There is another aspect of the antisemitism discussion that needs more honest reflection.  When we discuss what Israel is doing to the Palestinians, or as some prefer, the “conflict,” we always characterize it as a conflict between Israelis and Palestinians.  We say “Israeli policy toward the Palestinians,” or “Israeli oppression of or discrimination against the Palestinians.”  I have done it myself in this column repeatedly to illustrate the practice, as you can see from the paragraphs above. 

But if we are going to speak the truth, frankly, without fear or favor, we have to acknowledge that 20% of Israelis within the Green Line are Palestinian.  They are not in conflict with Palestinians.  They are not discriminating against Palestinians. They are not oppressing Palestinians. It is, I am sorry to say, Israeli Jews who are the perpetrators of the oppression.  The Israeli government is, by preference and design, a Jewish government.  Its actions have the overwhelming support of the Jews who have constructed and maintained their “democracy” for themselves.  It is a government and nation of, by and for Jews. If there was any doubt about it, the adoption of the Basic Jewish Nation State Law recently made that crystal clear.  It made Jewish supremacy the Basic Law – the Supreme Law – of the Land, deliberately, unapologetically, for all the world to see.  As Netanyahu said at its passage,

This is our state — the Jewish state. In recent years, there have been some who have attempted to put this in doubt, to undercut the core of our being. Today, we made it law: This is our nation, language, and flag.

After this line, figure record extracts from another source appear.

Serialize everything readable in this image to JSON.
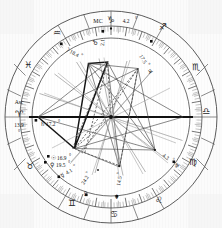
{
  "chart": {
    "type": "astrological-natal-chart",
    "center": {
      "x": 111,
      "y": 117
    },
    "radii": {
      "outer": 108,
      "sign_ring_inner": 92,
      "degree_ring_inner": 80,
      "house_field": 78
    },
    "rotation_note": "Ascendant at left (9 o'clock), zodiac counterclockwise"
  },
  "axes": {
    "ascendant": {
      "abbr": "Asc",
      "sign_glyph": "♈",
      "sign_name": "Aries",
      "degree": "13.9",
      "degree_unit": "°"
    },
    "midheaven": {
      "abbr": "MC",
      "sign_glyph": "♑",
      "sign_name": "Capricorn",
      "degree": "4.2",
      "degree_unit": "°",
      "label": "MC ♑ 4.2°"
    }
  },
  "signs": [
    {
      "name": "Aries",
      "glyph": "♈",
      "abbr": "Ari"
    },
    {
      "name": "Taurus",
      "glyph": "♉",
      "abbr": "Tau"
    },
    {
      "name": "Gemini",
      "glyph": "♊",
      "abbr": "Gem"
    },
    {
      "name": "Cancer",
      "glyph": "♋",
      "abbr": "Can"
    },
    {
      "name": "Leo",
      "glyph": "♌",
      "abbr": "Leo"
    },
    {
      "name": "Virgo",
      "glyph": "♍",
      "abbr": "Vir"
    },
    {
      "name": "Libra",
      "glyph": "♎",
      "abbr": "Lib"
    },
    {
      "name": "Scorpio",
      "glyph": "♏",
      "abbr": "Sco"
    },
    {
      "name": "Sagittarius",
      "glyph": "♐",
      "abbr": "Sag"
    },
    {
      "name": "Capricorn",
      "glyph": "♑",
      "abbr": "Cap"
    },
    {
      "name": "Aquarius",
      "glyph": "♒",
      "abbr": "Aqu"
    },
    {
      "name": "Pisces",
      "glyph": "♓",
      "abbr": "Pis"
    }
  ],
  "planets": [
    {
      "name": "Saturn",
      "glyph": "♄",
      "degree": "17.2",
      "label": "♄ 17.2°",
      "sign": "Aries"
    },
    {
      "name": "Sun",
      "glyph": "☉",
      "degree": "16.9",
      "label": "☉ 16.9°",
      "sign": "Taurus"
    },
    {
      "name": "Venus",
      "glyph": "♀",
      "degree": "19.5",
      "label": "♀ 19.5°",
      "sign": "Taurus"
    },
    {
      "name": "Mercury",
      "glyph": "☿",
      "degree": "4.1",
      "label": "☿ 4.1°",
      "sign": "Taurus"
    },
    {
      "name": "Pluto",
      "glyph": "♇",
      "degree": "24.2",
      "label": "♇ 24.2°",
      "sign": "Gemini"
    },
    {
      "name": "Neptune",
      "glyph": "♆",
      "degree": "14.5",
      "label": "♆ 14.5°",
      "sign": "Cancer"
    },
    {
      "name": "Uranus",
      "glyph": "♅",
      "degree": "4.3",
      "label": "♅ 4.3°",
      "sign": "Scorpio"
    },
    {
      "name": "Jupiter",
      "glyph": "♃",
      "degree": "17.5",
      "label": "♃ 17.5°",
      "sign": "Sagittarius"
    },
    {
      "name": "Moon",
      "glyph": "☽",
      "degree": "18.4",
      "label": "☽ 18.4°",
      "sign": "Aquarius"
    },
    {
      "name": "Mars",
      "glyph": "♂",
      "degree": "2.1",
      "label": "♂ 2.1°",
      "sign": "Capricorn"
    }
  ],
  "chart_data": {
    "type": "scatter",
    "xlabel": "",
    "ylabel": "",
    "categories": [
      "Aries",
      "Taurus",
      "Gemini",
      "Cancer",
      "Leo",
      "Virgo",
      "Libra",
      "Scorpio",
      "Sagittarius",
      "Capricorn",
      "Aquarius",
      "Pisces"
    ],
    "series": [
      {
        "name": "Planet longitudes (sign + degree)",
        "points": [
          {
            "body": "Saturn",
            "sign": "Aries",
            "deg": 17.2
          },
          {
            "body": "Sun",
            "sign": "Taurus",
            "deg": 16.9
          },
          {
            "body": "Venus",
            "sign": "Taurus",
            "deg": 19.5
          },
          {
            "body": "Mercury",
            "sign": "Taurus",
            "deg": 4.1
          },
          {
            "body": "Pluto",
            "sign": "Gemini",
            "deg": 24.2
          },
          {
            "body": "Neptune",
            "sign": "Cancer",
            "deg": 14.5
          },
          {
            "body": "Uranus",
            "sign": "Scorpio",
            "deg": 4.3
          },
          {
            "body": "Jupiter",
            "sign": "Sagittarius",
            "deg": 17.5
          },
          {
            "body": "Moon",
            "sign": "Aquarius",
            "deg": 18.4
          },
          {
            "body": "Mars",
            "sign": "Capricorn",
            "deg": 2.1
          }
        ]
      },
      {
        "name": "Chart angles",
        "points": [
          {
            "body": "Ascendant",
            "sign": "Aries",
            "deg": 13.9
          },
          {
            "body": "Midheaven",
            "sign": "Capricorn",
            "deg": 4.2
          }
        ]
      }
    ],
    "grid": true,
    "legend_position": "none"
  },
  "colors": {
    "ink": "#141414",
    "ring_stroke": "#4a4a4a",
    "aspect_dark": "#2a2a2a",
    "aspect_light": "#9d9d9d",
    "background": "#fbfbfb"
  }
}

The Palestinian oppression is therefore a Jewish shonda.  And were it not for the fear that speaking the truth might stoke hostility toward Jews among the oppressed or those who feel allied with the oppressed, that oppression would more properly be described not as an Israeli oppression of Palestinians, but as a Jewish oppression of Palestinians, especially since for so long it has had the overwhelming financial, political, cultural moral and religious support of world Jewry. 

I say this as one of the growing number of fervent Jewish objectors to it.  With my advocacy of Palestinian liberation, I do what I can to separate myself from this shonda and to reject the claim of Israeli politicians to speak and act in the name of the Jewish people everywhere.  But it is and has always been foreseeable, as we lawyers say, that Palestinians and their allies would naturally perceive their oppressors to be Jews, writ large, there and round the world.

When you are killing and maiming Palestinians, ethnically cleansing and depriving them of their rights and dignity, annihilating them culturally if not physically, it is quite rich to demand that they maintain the presence of mind, moral decency and nuance to confine their anger to those Jews actively oppressing them, and those Jews who actively facilitate, finance and support the oppression.  Yet most Palestinians I have met, in the West Bank as well as the United States, have retained that decency and nuance.  That is to their grace and our benefit.  It is, however, a lot to ask, and it is a grace that may not last while the Israeli knee remains on the Palestinian neck.

Accordingly, the best way to minimize antisemitic attacks going forward is to acknowledge the Apartheid crimes against humanity imposed on the Palestinians, to end those crimes as soon as possible, and to provide adequate reparations and reconstruction to the victims.